A word or two on what people tell you about work and workplaces

All of those surveys about work and workplaces must be telling us something about people and what they do, mustn't they? One of the many criticisms you could make of us as a business is a reliance on company sponsored surveys to generate news stories about workplaces. We don’t publish all of them, you’ll be relieved to hear. The ones we reject are usually too nakedly self-serving. Even the ones that have some degree of statistical cred must be taken with a pinch of salt, distorted as they might be by loaded questions, self-reporting, deliberate lying and other response biases.  Our attitude towards these polls is that they often contain some element of truth, especially if results are repeated over a period of time. When surveys over many years tell you that noise is the biggest gripe about office life, you should believe them.   

We’ve spoofed ourselves recently as we always do on April Fool’s Day by suggesting that if you were to believe all of these polls, you’d conclude that nobody was actually doing any work. Much as the deodorant manufacturers of the 20th Century built up their business by pathologising the funk of humans, so too have we seen the patholigisation of work. In both cases there are real issues to be addressed, but things can go too far. By pathologising and medicalising real issues like the open plan, commuting, offices and work itself, we drive out nuance. These are complicated issues and not everybody experiences them in bad or the same ways.

The answer to such commercially driven narratives is not necessarily to rely on academic surveys. These too are subject to similar biases and often have Pantene-level sample sizes, frequently consisting of the researchers’ own students.

A recent development has been a proliferation in the numbers of surveys we get which are offered up to us as raw data from online polls or based on something like Google Trends. Often these will include rankings of the Ten Best Cities for Digital Nomads or whatever, based on criteria imposed by the sponsor.

Now, I’m flattered that PR companies think we have the resources of the Watergate era Washington Post, so we have the time and people available to unpick a spreadsheet, but these too go straight in the bin. But this must work in some way, or they wouldn’t keep doing it.

So too the reliance on Tik Tok trends to generate content. Sometimes these have interesting things to say, but most are just based on some pre-existing or baked-in behaviour that has been dressed up with a new, two-word label consisting of a capitalised adjective and a noun.

 

The Great Repackaging

People who follow me on LinkedIn will know how I feel about this stuff. Most are as fleeting as the morning dew, but some are taken seriously, such as The Great Resignation. The truth of that piece of post-covid hysteria was that it was a repackaging. A lot of people always want to do something else and they’ll tell you if you ask them.

I’ve been getting press releases from recruitment firms for long enough to know that if you ask a sample of people at any time about their attitudes towards what they do for a living, a large proportion will tell you they want to change. Often firms carry out these polls at the turn of the year while people are ruminating on life, which is why for the past 25 years the results show consistently that between a third and a half of people will say they are planning to change in the forthcoming year. Most don’t.

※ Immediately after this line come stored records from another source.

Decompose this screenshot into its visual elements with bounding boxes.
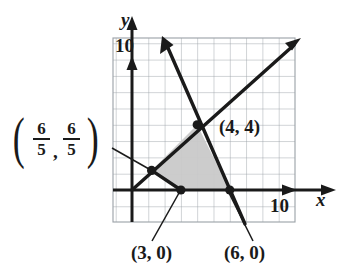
close-paren: ) (87, 109, 99, 167)
fraction-comma: , (53, 141, 58, 163)
point-label-6-0: (6, 0) (224, 243, 265, 262)
fraction-first-numerator: 6 (31, 120, 52, 137)
y-axis-label: y (121, 10, 129, 29)
point-4-4 (193, 120, 202, 129)
fraction-first: 6 5 (31, 120, 52, 158)
point-label-4-4: (4, 4) (219, 117, 260, 136)
y-axis-tick-10: 10 (115, 36, 134, 55)
point-3-0 (176, 185, 185, 194)
open-paren: ( (13, 109, 25, 167)
point-6over5-6over5 (147, 166, 156, 175)
fraction-second-denominator: 5 (61, 141, 82, 158)
x-axis-tick-10: 10 (270, 196, 289, 215)
fraction-first-denominator: 5 (31, 141, 52, 158)
point-label-3-0: (3, 0) (131, 243, 172, 262)
x-axis-label: x (316, 190, 326, 209)
point-label-fraction: ( 6 5 , 6 5 ) (17, 108, 112, 182)
fraction-second: 6 5 (61, 120, 82, 158)
fraction-second-numerator: 6 (61, 120, 82, 137)
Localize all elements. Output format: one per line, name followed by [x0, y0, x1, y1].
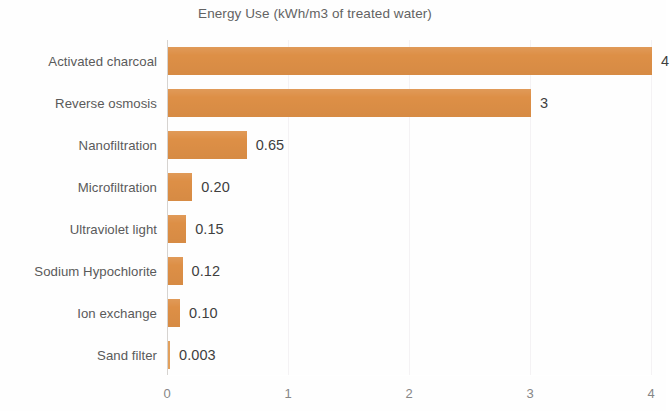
- bar-and-value: 4: [168, 40, 669, 82]
- x-axis-rule: [167, 375, 652, 376]
- bar-row: Ion exchange0.10: [0, 292, 666, 334]
- bar-value-label: 0.003: [179, 347, 216, 363]
- x-tick-label: 2: [389, 386, 429, 401]
- bar-value-label: 3: [540, 95, 548, 111]
- x-tick-label: 1: [268, 386, 308, 401]
- bar: [168, 89, 531, 117]
- bar-row: Ultraviolet light0.15: [0, 208, 666, 250]
- bar-value-label: 4: [661, 53, 669, 69]
- bar-value-label: 0.20: [201, 179, 230, 195]
- category-label: Sand filter: [0, 334, 157, 376]
- chart-title-text: Energy Use (kWh/m3 of treated water): [198, 6, 432, 21]
- bar-row: Reverse osmosis3: [0, 82, 666, 124]
- bar-row: Microfiltration0.20: [0, 166, 666, 208]
- bar-and-value: 0.003: [168, 334, 216, 376]
- bar: [168, 215, 186, 243]
- category-label: Ultraviolet light: [0, 208, 157, 250]
- bar-value-label: 0.12: [192, 263, 221, 279]
- category-label: Activated charcoal: [0, 40, 157, 82]
- bar-value-label: 0.10: [189, 305, 218, 321]
- bar: [168, 341, 170, 369]
- bar-and-value: 0.15: [168, 208, 224, 250]
- x-tick-label: 4: [631, 386, 671, 401]
- bar-row: Sand filter0.003: [0, 334, 666, 376]
- category-label: Microfiltration: [0, 166, 157, 208]
- category-label: Nanofiltration: [0, 124, 157, 166]
- bar-and-value: 3: [168, 82, 548, 124]
- bar-value-label: 0.15: [195, 221, 224, 237]
- bar-row: Activated charcoal4: [0, 40, 666, 82]
- bar-and-value: 0.65: [168, 124, 284, 166]
- bar-row: Nanofiltration0.65: [0, 124, 666, 166]
- category-label: Sodium Hypochlorite: [0, 250, 157, 292]
- bar-row: Sodium Hypochlorite0.12: [0, 250, 666, 292]
- category-label: Ion exchange: [0, 292, 157, 334]
- category-label: Reverse osmosis: [0, 82, 157, 124]
- chart-title: Energy Use (kWh/m3 of treated water): [0, 6, 666, 21]
- bar: [168, 131, 247, 159]
- bar-and-value: 0.10: [168, 292, 218, 334]
- x-tick-label: 3: [510, 386, 550, 401]
- bar: [168, 257, 183, 285]
- x-tick-label: 0: [147, 386, 187, 401]
- bar-and-value: 0.20: [168, 166, 230, 208]
- bar-value-label: 0.65: [256, 137, 285, 153]
- bar: [168, 47, 652, 75]
- bar: [168, 173, 192, 201]
- bar: [168, 299, 180, 327]
- x-axis: 01234: [0, 375, 666, 411]
- bar-and-value: 0.12: [168, 250, 220, 292]
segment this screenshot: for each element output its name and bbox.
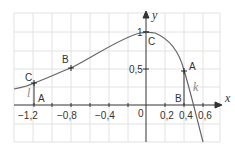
point-label-A: A (38, 93, 45, 104)
tick-m08: −0,8 (57, 110, 77, 121)
tick-05: 0,5 (129, 64, 143, 75)
tick-06: 0,6 (198, 110, 212, 121)
tick-m12: −1,2 (18, 110, 38, 121)
tick-04: 0,4 (179, 110, 193, 121)
point-label-B: B (175, 93, 182, 104)
axes (14, 11, 222, 142)
grid (14, 13, 220, 142)
point-label-A: A (189, 61, 196, 72)
point-label-C: C (25, 72, 32, 83)
x-axis-label: x (224, 91, 231, 105)
tick-1: 1 (137, 27, 143, 38)
segment-label-l: l (27, 86, 31, 100)
point-label-B: B (62, 54, 69, 65)
tick-m04: −0,4 (95, 110, 115, 121)
y-axis-label: y (151, 8, 158, 22)
tick-02: 0,2 (160, 110, 174, 121)
curve-label-k: k (193, 80, 199, 94)
tick-0: 0 (138, 108, 144, 119)
point-label-C: C (148, 36, 155, 47)
function-graph: x y −1,2 −0,8 −0,4 0 0,2 0,4 0,6 0,5 1 C… (0, 0, 235, 151)
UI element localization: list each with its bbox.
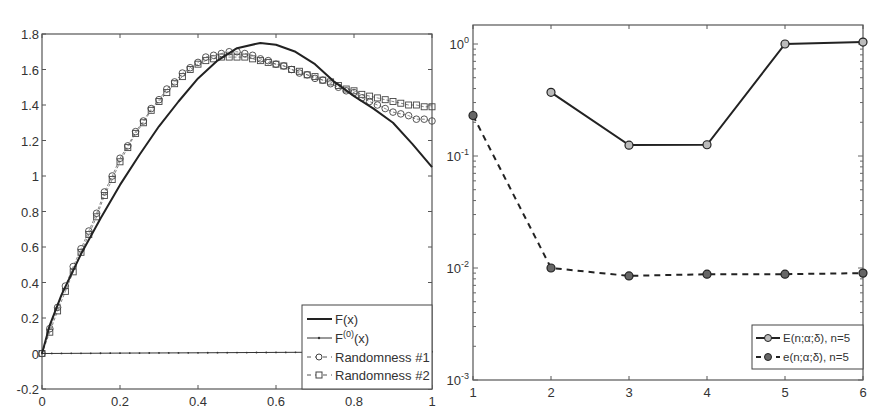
y-tick-label: 10-1 [447,147,469,164]
f0-marker [207,352,209,354]
e-upper-marker [703,141,711,149]
legend-e-marker [765,354,772,361]
y-tick-label: 0 [32,347,39,362]
f0-marker [119,352,121,354]
e-lower-marker [781,270,789,278]
f0-marker [285,351,287,353]
x-tick-label: 0.4 [189,394,207,409]
f0-marker [178,352,180,354]
f0-marker [295,351,297,353]
x-tick-label: 2 [547,385,554,400]
legend-E-marker [765,335,772,342]
left-legend: F(x)F(0)(x)Randomness #1Randomness #2 [302,305,432,389]
f0-marker [70,352,72,354]
f0-marker [109,352,111,354]
legend-label-r2: Randomness #2 [335,368,430,383]
f0-marker [51,353,53,355]
right-plot: 12345610010-110-210-3E(n;α;δ), n=5e(n;α;… [447,25,867,400]
f0-marker [246,352,248,354]
x-tick-label: 0.6 [267,394,285,409]
e-upper-marker [781,40,789,48]
y-tick-label: 0.4 [21,276,39,291]
x-tick-label: 1 [469,385,476,400]
y-tick-label: 1 [32,169,39,184]
e-lower-marker [859,269,867,277]
e-lower-marker [703,270,711,278]
y-tick-label: 10-3 [447,371,469,388]
x-tick-label: 6 [859,385,866,400]
legend-label-r1: Randomness #1 [335,350,430,365]
f0-marker [226,352,228,354]
x-tick-label: 4 [703,385,710,400]
legend-label-f: F(x) [335,312,358,327]
f0-marker [256,352,258,354]
f0-marker [236,352,238,354]
legend-label-E: E(n;α;δ), n=5 [783,332,850,344]
x-tick-label: 1 [428,394,435,409]
legend-label-e: e(n;α;δ), n=5 [783,351,849,363]
y-tick-label: -0.2 [17,382,39,397]
y-tick-label: 0.6 [21,240,39,255]
y-tick-label: 1.6 [21,63,39,78]
f0-marker [100,352,102,354]
f0-marker [80,352,82,354]
x-tick-label: 3 [625,385,632,400]
left-plot: 00.20.40.60.81-0.200.20.40.60.811.21.41.… [17,27,436,409]
e-lower-marker [625,272,633,280]
f0-marker [129,352,131,354]
e-upper-marker [859,38,867,46]
figure: 00.20.40.60.81-0.200.20.40.60.811.21.41.… [0,0,874,420]
y-tick-label: 1.8 [21,27,39,42]
y-tick-label: 0.8 [21,205,39,220]
legend-r2-marker [316,372,322,378]
x-tick-label: 0.2 [111,394,129,409]
x-tick-label: 0.8 [345,394,363,409]
e-lower-marker [547,264,555,272]
f0-marker [265,352,267,354]
legend-r1-marker [316,354,322,360]
f0-marker [217,352,219,354]
y-tick-label: 0.2 [21,311,39,326]
f0-marker [148,352,150,354]
legend-f0-marker [318,337,320,339]
e-upper-marker [547,88,555,96]
f0-marker [158,352,160,354]
f0-marker [90,352,92,354]
f0-marker [168,352,170,354]
y-tick-label: 100 [450,35,469,52]
y-tick-label: 1.4 [21,98,39,113]
f0-marker [139,352,141,354]
f0-marker [275,352,277,354]
f0-marker [197,352,199,354]
y-tick-label: 10-2 [447,259,469,276]
y-tick-label: 1.2 [21,134,39,149]
e-upper-marker [625,141,633,149]
x-tick-label: 5 [781,385,788,400]
x-tick-label: 0 [38,394,45,409]
f0-marker [61,353,63,355]
e-lower-marker [469,111,477,119]
f0-marker [187,352,189,354]
right-legend: E(n;α;δ), n=5e(n;α;δ), n=5 [752,325,863,369]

A corollary of this is the poll that suggests that if people don’t get x or y, they will quit their jobs. I can see that might be true if they have grown accustomed to something important like flexibility, but these too are often about less important matters, linked to whatever product or service the sponsor is flogging. Nor do I think that most people enjoy the luxury of being able to ‘quit’. What they mean is look for a new job that offers more of what they would like. This is perfectly normal.

Another distortion we often see in these surveys is one of demographics. Take the clichéd notion that the ‘office should be worth the commute’. The assumption about this seems to be that we are referring to a specific type of worker in a specific location. A knowledge worker in a major city who lives in the commuter belt.

There are many people in this situation, but the arithmetic is very different for most who may have a short car journey, cycle ride or walk to work. While we have been trying to resolve this equation along with the related luxury maths of how many days people should spend in an office every week, for the majority of people the resolution would involve their employers not insisting they are in the office at 9 am, which would have the added bonus of destressing and enriching parents and carers.

Now a new distortion is on the horizon and inevitably it involves AI. This week, a published survey on maternal healthcare in the US was based on data generated by an AI polling company called Aaru as part of a process called ‘silicon sampling’ which emulates public opinion polling on specific issues.

Now, whether this is more or less useful or accurate than actual human polling remains to be seen. One thing I do know is that we will be around to see it. Whether we want to be is another matter. Ask us in a few years.